In Seattle, the rags were too slow to get community-driven on their own, so KING5-TV’s Cory Bergman (of Lost Remote fame) took the lead. The Citizen Rain blog aggregates Seattle blogs, essentially creating a forum for citizen-driven content while increasing authority via external link distribution.

In the Bay Area, a rather large victory for Freedom of Information in relation to geospatial data. Dan Gillmor writes:

The California First Amendment Coalition has won a crucial lower-court ruling that Santa Clara County must provide — at cost — its geographic “base map” of real estate boundaries in the county. The county had been saying it would charge tens of thousands of dollars for information collected on behalf of residents, using taxpayer money.

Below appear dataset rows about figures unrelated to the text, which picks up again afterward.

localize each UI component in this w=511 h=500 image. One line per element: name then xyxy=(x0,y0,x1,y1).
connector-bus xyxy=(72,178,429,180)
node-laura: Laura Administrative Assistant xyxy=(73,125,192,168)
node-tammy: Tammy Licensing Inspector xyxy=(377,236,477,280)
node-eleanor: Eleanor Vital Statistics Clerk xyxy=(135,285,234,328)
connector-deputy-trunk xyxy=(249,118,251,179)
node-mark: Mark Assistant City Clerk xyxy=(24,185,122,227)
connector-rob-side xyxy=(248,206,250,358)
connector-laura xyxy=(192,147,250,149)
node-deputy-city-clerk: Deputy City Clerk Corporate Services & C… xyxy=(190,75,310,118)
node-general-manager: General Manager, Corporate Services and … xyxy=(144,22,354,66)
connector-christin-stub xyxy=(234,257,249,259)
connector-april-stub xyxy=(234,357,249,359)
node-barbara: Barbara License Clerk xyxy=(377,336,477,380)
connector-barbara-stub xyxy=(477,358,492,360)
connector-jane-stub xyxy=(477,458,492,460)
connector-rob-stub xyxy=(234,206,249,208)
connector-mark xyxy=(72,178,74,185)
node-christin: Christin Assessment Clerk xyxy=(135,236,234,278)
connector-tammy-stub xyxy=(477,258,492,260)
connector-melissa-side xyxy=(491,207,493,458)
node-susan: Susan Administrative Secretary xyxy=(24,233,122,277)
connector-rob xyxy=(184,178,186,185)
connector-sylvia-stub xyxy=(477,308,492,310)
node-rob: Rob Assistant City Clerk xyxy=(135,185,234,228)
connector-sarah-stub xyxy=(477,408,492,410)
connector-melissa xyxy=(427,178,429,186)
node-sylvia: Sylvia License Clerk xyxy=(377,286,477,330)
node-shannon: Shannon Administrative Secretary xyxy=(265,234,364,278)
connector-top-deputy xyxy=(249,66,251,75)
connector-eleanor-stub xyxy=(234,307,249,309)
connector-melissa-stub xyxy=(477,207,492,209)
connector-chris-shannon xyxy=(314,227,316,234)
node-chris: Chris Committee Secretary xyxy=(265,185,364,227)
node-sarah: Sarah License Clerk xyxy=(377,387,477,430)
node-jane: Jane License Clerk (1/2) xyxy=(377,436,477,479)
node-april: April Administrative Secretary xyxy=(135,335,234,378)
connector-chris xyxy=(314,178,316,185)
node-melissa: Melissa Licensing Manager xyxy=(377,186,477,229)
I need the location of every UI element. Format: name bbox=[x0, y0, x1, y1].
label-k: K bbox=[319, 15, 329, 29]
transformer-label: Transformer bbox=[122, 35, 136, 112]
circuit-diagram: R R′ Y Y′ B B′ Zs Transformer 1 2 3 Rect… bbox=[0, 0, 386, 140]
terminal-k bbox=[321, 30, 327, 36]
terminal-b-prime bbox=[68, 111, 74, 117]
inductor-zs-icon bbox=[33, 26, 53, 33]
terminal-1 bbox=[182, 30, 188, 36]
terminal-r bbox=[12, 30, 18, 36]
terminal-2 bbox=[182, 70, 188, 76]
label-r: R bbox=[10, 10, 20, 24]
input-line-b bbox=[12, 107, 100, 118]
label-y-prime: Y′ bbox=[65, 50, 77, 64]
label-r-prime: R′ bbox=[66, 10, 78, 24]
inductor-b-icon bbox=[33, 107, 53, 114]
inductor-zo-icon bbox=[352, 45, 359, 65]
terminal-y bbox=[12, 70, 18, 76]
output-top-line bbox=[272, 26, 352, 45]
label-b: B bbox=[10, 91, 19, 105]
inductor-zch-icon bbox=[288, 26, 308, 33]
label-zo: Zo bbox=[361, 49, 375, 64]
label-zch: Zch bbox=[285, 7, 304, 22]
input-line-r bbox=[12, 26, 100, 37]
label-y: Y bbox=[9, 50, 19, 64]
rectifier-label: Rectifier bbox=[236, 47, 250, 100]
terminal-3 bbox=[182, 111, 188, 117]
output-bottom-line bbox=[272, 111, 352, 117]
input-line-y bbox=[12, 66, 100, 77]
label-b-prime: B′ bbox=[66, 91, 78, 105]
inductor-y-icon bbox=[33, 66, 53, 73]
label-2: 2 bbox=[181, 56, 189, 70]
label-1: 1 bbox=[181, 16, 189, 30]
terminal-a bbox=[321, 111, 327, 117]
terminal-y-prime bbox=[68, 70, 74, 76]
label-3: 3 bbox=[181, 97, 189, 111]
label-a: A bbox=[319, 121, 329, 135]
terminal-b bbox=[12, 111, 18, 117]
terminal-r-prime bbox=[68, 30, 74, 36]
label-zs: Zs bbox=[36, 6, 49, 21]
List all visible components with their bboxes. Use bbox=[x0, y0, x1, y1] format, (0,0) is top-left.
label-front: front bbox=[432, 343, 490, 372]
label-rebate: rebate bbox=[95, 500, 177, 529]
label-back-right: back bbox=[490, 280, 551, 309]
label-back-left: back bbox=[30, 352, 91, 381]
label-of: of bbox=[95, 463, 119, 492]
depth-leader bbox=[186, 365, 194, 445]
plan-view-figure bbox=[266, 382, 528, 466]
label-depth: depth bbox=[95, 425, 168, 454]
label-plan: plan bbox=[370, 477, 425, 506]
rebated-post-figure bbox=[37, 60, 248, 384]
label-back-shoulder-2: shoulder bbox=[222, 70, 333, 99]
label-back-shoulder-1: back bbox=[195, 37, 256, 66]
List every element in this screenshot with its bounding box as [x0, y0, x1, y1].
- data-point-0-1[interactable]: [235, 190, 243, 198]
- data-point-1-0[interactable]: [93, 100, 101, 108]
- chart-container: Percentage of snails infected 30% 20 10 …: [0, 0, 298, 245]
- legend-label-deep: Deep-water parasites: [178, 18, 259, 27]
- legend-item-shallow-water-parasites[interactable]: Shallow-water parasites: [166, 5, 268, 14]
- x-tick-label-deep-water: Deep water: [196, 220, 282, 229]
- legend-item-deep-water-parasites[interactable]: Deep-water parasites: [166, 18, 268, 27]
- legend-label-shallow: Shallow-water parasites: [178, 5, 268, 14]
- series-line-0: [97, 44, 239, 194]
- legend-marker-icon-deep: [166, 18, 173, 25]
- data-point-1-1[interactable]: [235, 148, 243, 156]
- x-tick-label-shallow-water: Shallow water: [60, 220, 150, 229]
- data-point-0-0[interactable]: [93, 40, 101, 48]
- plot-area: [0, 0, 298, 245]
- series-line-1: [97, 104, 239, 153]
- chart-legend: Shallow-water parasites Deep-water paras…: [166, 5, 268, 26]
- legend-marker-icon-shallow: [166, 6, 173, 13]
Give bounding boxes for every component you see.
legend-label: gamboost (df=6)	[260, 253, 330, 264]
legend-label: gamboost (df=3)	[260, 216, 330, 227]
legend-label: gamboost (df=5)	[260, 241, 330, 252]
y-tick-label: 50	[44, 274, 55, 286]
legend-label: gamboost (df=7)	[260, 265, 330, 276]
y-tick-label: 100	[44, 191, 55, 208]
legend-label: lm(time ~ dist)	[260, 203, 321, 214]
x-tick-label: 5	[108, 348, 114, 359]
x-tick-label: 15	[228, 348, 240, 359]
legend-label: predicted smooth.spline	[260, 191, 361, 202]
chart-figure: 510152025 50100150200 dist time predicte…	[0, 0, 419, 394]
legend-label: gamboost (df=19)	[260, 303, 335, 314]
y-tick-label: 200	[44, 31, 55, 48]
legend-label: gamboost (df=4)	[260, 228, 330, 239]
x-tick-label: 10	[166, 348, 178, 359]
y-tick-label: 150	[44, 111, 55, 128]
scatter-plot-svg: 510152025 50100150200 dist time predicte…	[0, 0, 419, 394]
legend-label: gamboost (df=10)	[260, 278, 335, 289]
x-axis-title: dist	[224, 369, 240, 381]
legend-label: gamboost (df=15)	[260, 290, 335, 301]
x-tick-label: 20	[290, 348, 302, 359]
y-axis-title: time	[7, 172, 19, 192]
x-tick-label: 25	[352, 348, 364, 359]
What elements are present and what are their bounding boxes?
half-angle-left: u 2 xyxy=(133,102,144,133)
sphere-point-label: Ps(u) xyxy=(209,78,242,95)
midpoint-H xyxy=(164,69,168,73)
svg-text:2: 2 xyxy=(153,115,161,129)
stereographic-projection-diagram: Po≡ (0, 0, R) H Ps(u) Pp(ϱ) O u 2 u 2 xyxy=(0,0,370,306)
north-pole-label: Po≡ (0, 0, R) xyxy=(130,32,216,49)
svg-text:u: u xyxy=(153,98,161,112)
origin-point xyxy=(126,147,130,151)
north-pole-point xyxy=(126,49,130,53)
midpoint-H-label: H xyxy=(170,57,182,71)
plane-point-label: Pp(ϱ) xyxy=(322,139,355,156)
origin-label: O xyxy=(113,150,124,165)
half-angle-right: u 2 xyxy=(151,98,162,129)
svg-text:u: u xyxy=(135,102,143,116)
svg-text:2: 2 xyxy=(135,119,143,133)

While the free availability of such public data enables dynamic mapping of UGC it is also important to recognize how crucial it is that this data remains publicly accessible. In the UK, for example, there are considerable efforts lobbying for access to such data, including The Open Geodata Manifesto and Free Our Data.

Also, Charlie Szymanski and Maurice Tamman’s (of the Sarasota Herald-Tribune) excellent IbisEye is relaunched for the ’07 Hurricane season and it’s smoother and more user-friendly than before. (h/t Lucas).